Havana (Prensa Latina) On April 17, 1961, after midnight, we, the militiamen from the Prensa Latina battalion who were on duty at the time, witnessed a series of events that are totally indelible in the memory of those of us who experienced them.

By Jose Bodes Gomez, Prensa Latina contributor

First came the news sent by New York Correspondent Francisco V. Portela, who was reproducing broadcasts from local radio stations, which were already announcing the landing and first combats of an armed brigade opposed to the Cuban Government, at a point in Cuba called Bay of Pigs (Playa Giron), on the south-central coast.

The militiamen on duty at the main entrance door to the Medical Insurance building, on the fifth floor of which the main newsroom and other offices of Prensa Latina were located, never imagined that on that historic dawn, Argentinean journalist Jorge Ricardo Masetti, who until days before had been the general director of the news agency, would arrive, wearing the uniform of the National Revolutionary Militias.

“President Dorticos has informed me that in view of the emergency situation the country is going through, it is necessary that I assume the leadership of Prensa Latina again,” he said.

And with that assignment, no further explanation was needed. In turn, the interim director called us through the building’s intercom so that Masetti would go up to the fifth floor to take charge of the news agency.

One of the first measures taken by the returned chief was the selection of the journalists who would leave for Playa Giron on a mission as war correspondents, whom he instructed on the most important aspects that they had to report from the combat zone.

Leading that group was Jose M. Ortiz, Pepin, as we all called him, who at the time was a member of the agency’s newsroom and years later would be the director of Prensa Latina.

Masetti, far from limiting himself to his return to command of the news agency, got ready to leave for Playa Giron, accompanied by photographer Miguel Viñas, with the obvious purpose of repeating the journalistic feat he accomplished on the occasion of the explosion of the ship “La Coubre” in the Port of Havana, where he did not hesitate in the face of danger.

As the first war correspondents traveled to south Santa Clara province (Matanzas at present), the atmosphere was one of total alertness in the main office in Havana, as described by journalist and writer Angel Augier.

“We were tense, awaiting news from the combat front, which we received mainly from our outstanding comrades as war correspondents, a task to which they devoted themselves with the same heroic impetus as the combatants themselves.

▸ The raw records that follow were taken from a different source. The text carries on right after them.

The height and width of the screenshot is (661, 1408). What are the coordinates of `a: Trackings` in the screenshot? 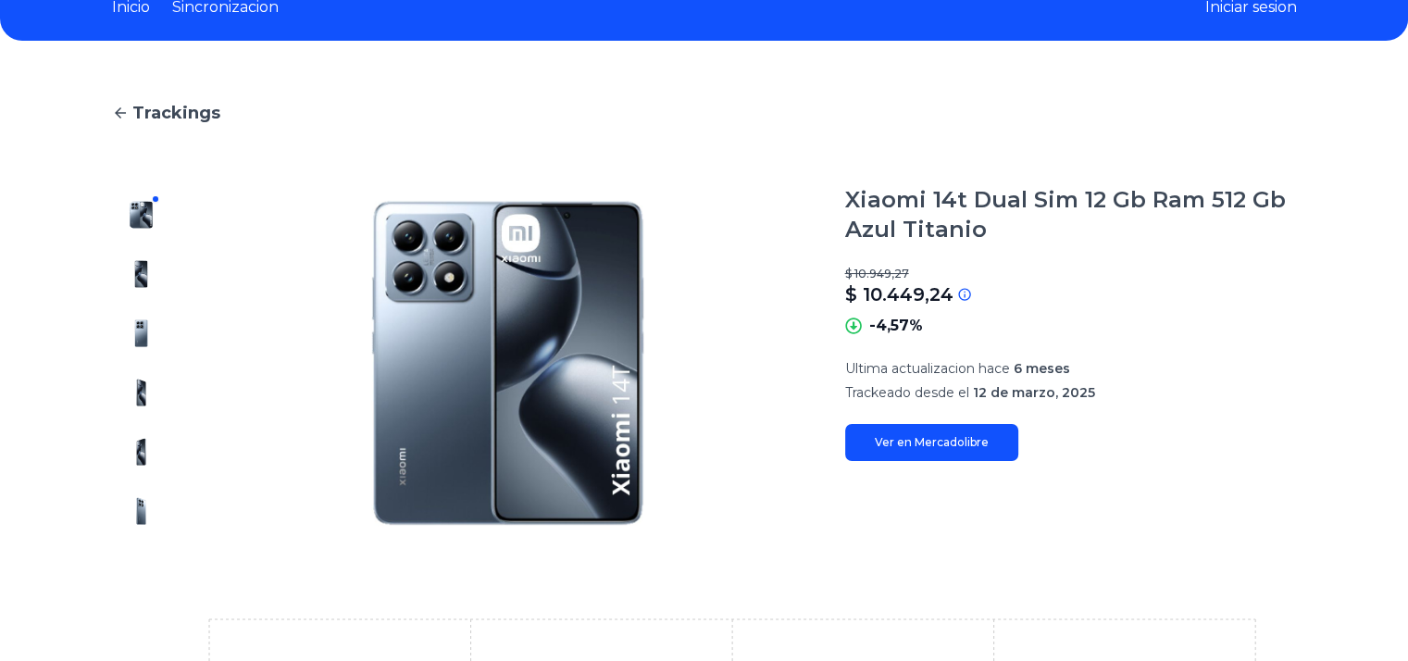 It's located at (704, 113).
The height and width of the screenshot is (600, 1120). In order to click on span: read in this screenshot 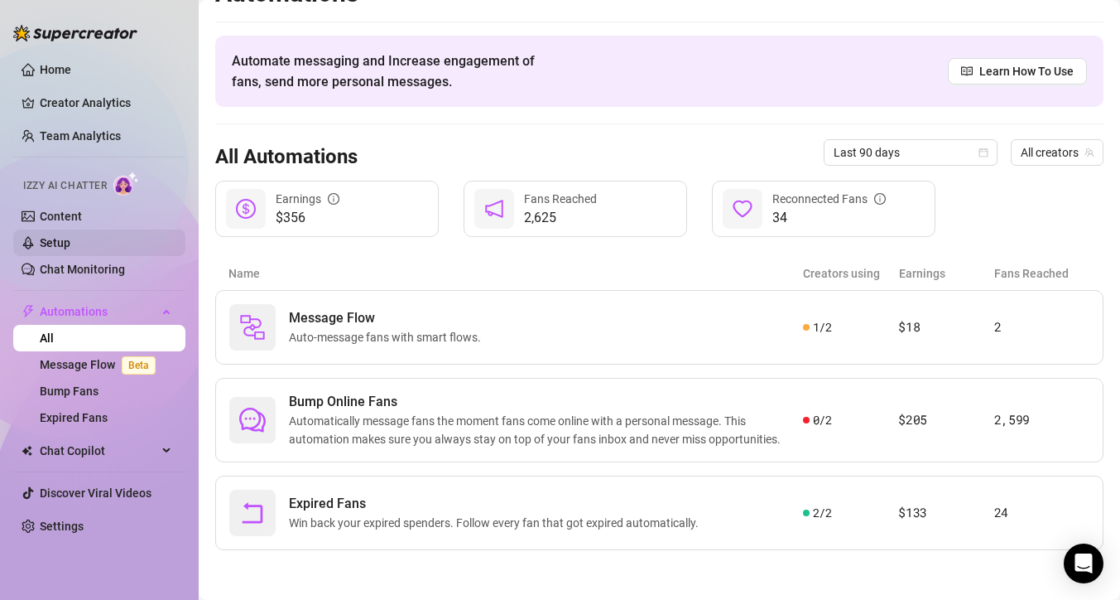, I will do `click(967, 71)`.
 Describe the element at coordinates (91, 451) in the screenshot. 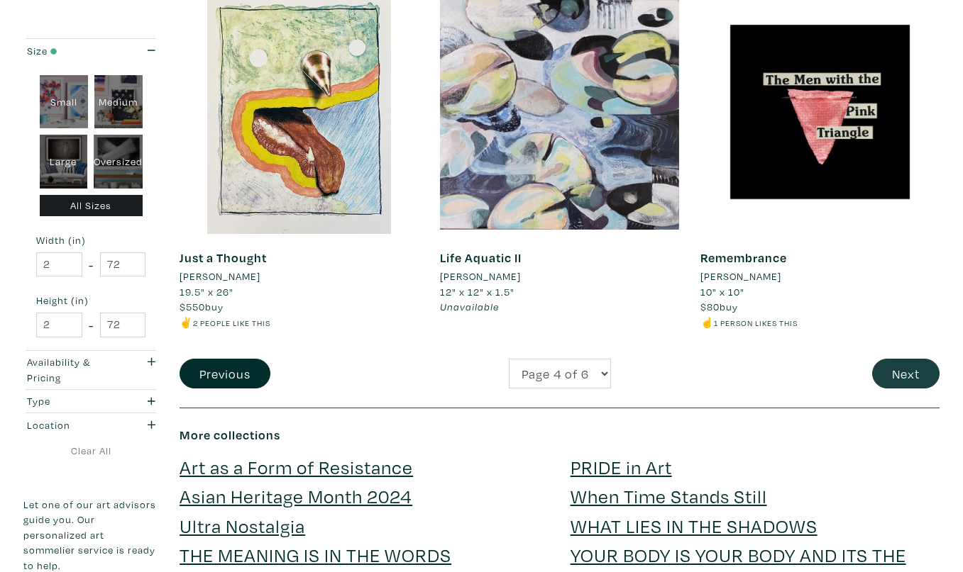

I see `a: Clear All` at that location.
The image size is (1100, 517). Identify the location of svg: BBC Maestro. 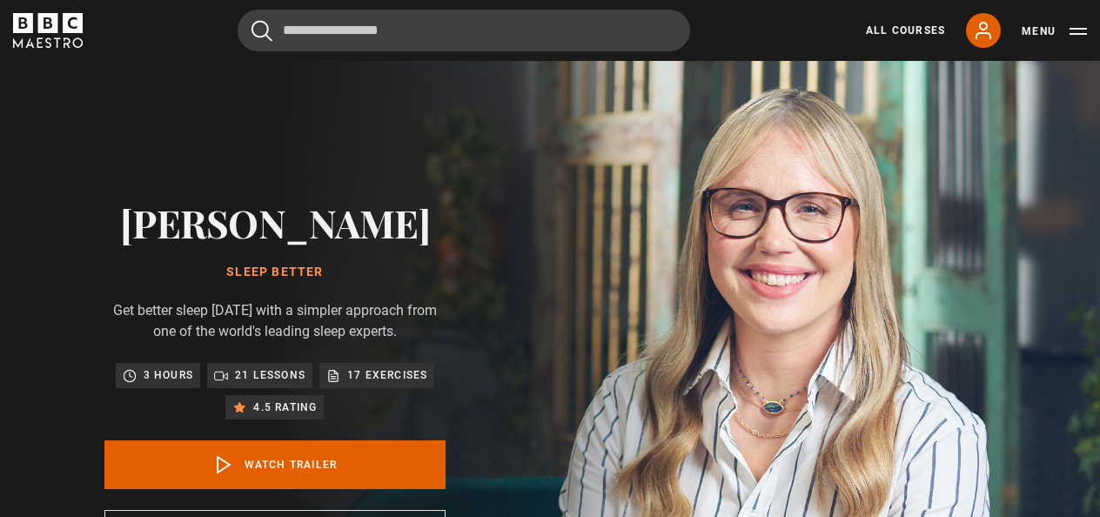
(48, 30).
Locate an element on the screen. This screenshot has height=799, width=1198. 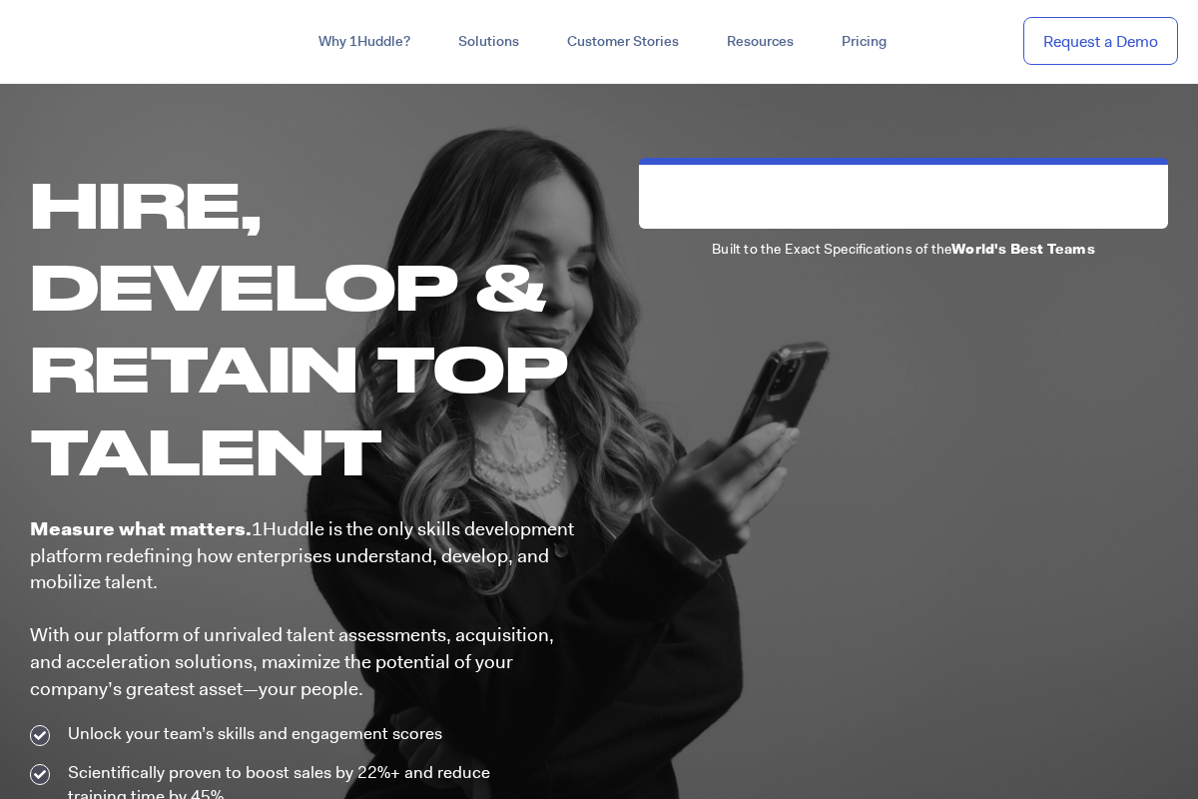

On the night of April 19, Augier continues, there was already certainty of victory over the invading brigade.

Around three in the morning on Thursday, April 20, since I couldn’t fall asleep, I decided to walk along the corridors of the fifth floor. As I passed the office of the director general, I was surprised to see Masetti, who had returned recently from Giron, but with no signs of fatigue, euphorically showing the text of Communiqué Number 4 from the Commander in Chief, where he announced to the world the first military defeat of imperialism in the Americas.

The historic document was transmitted, before any other media outlet, by Prensa Latina’s teletypes, on which Masetti himself worked personally.